(Stored dataset items)

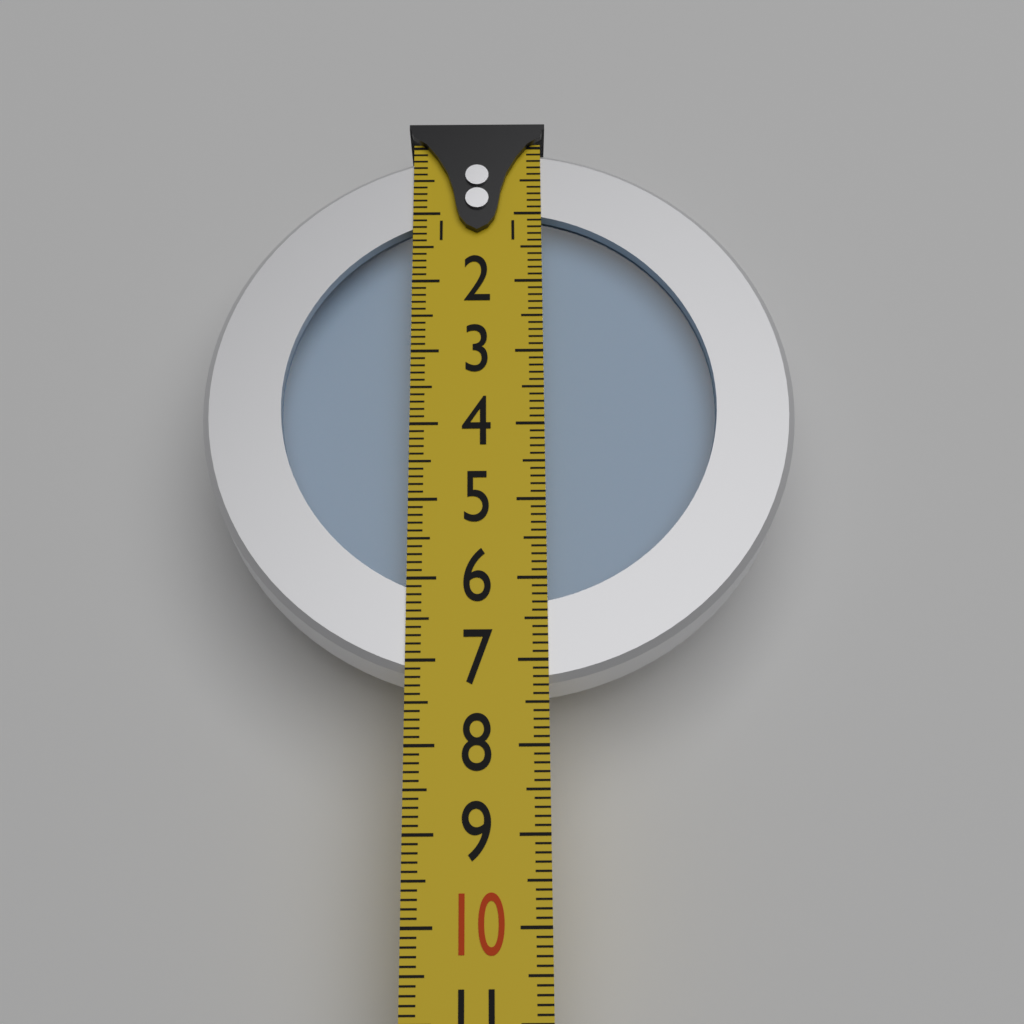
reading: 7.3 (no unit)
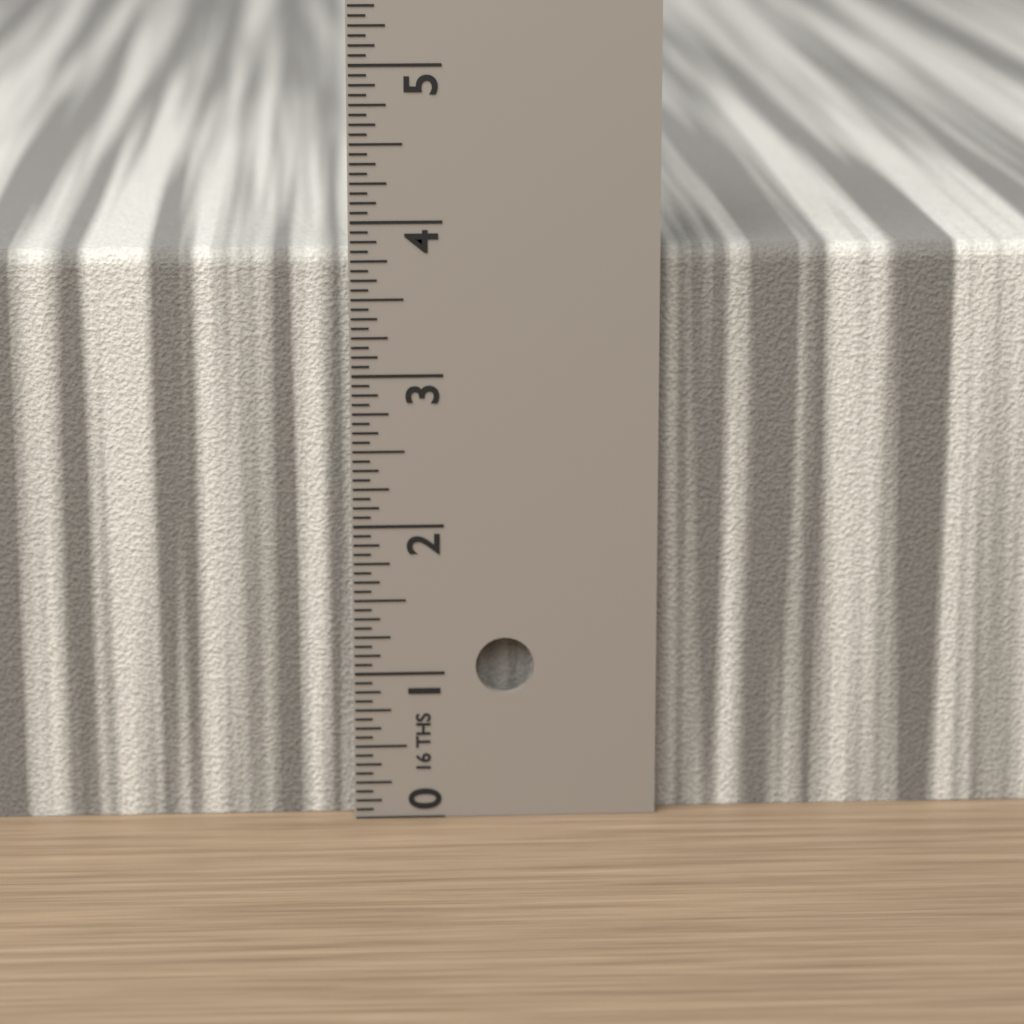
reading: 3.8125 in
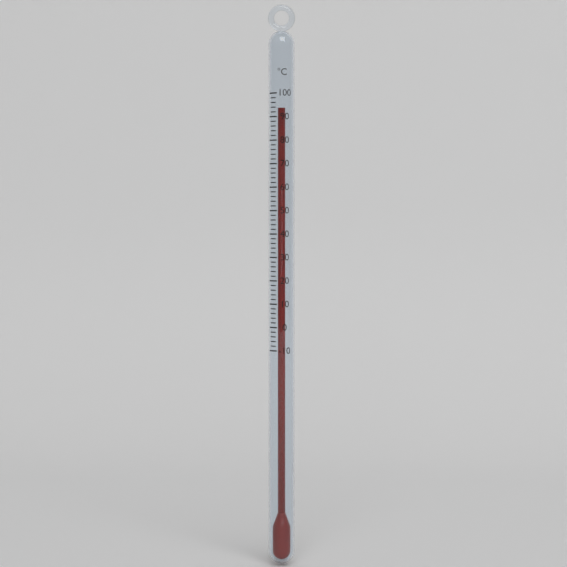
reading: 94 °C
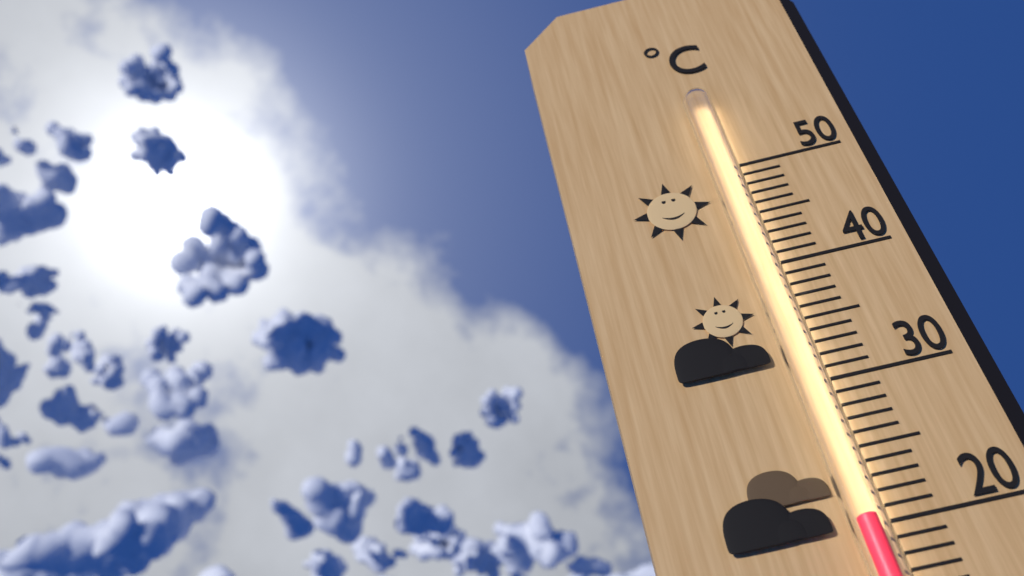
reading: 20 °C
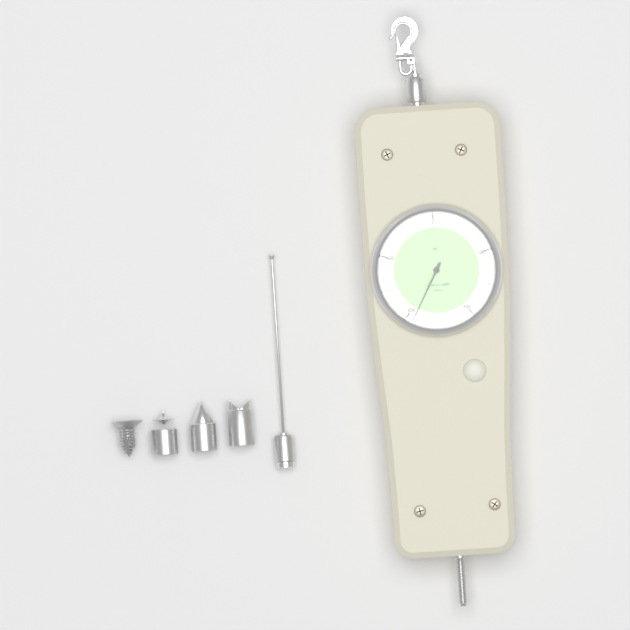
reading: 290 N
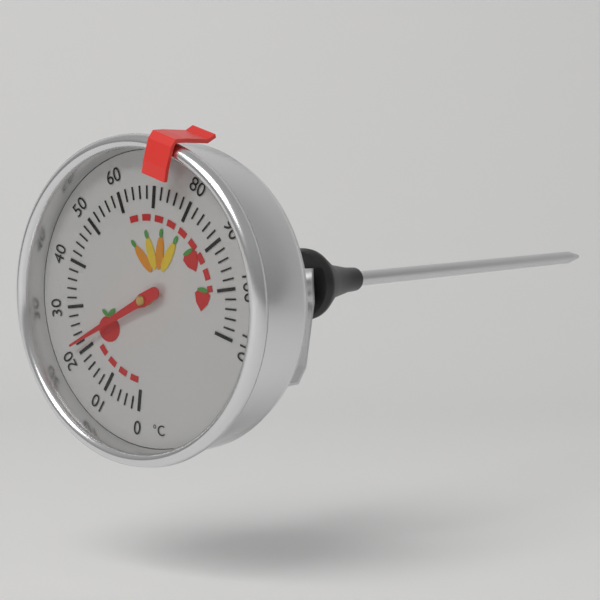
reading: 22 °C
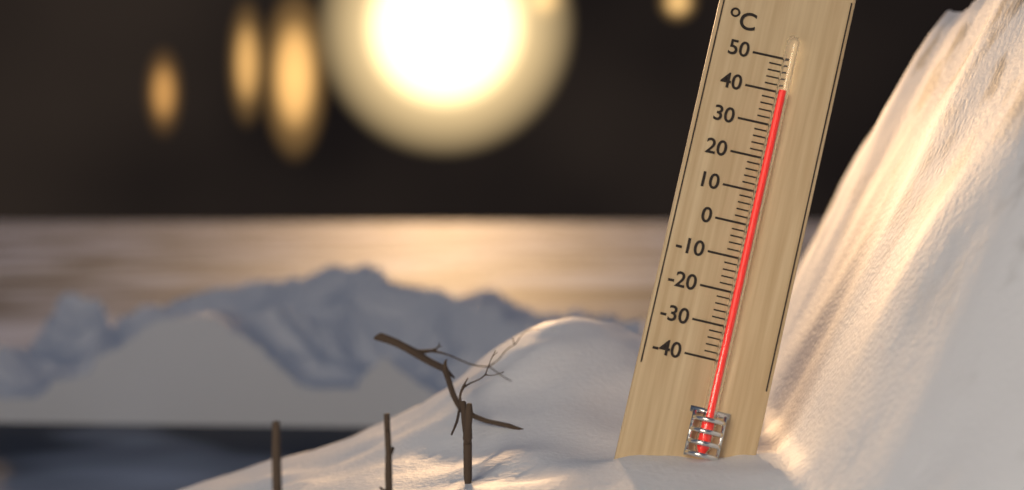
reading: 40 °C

Your objective: Drop the pictures and set down the data above exactly.

Answer space:
reading: 7.3 (no unit)
reading: 3.8125 in
reading: 94 °C
reading: 20 °C
reading: 290 N
reading: 22 °C
reading: 40 °C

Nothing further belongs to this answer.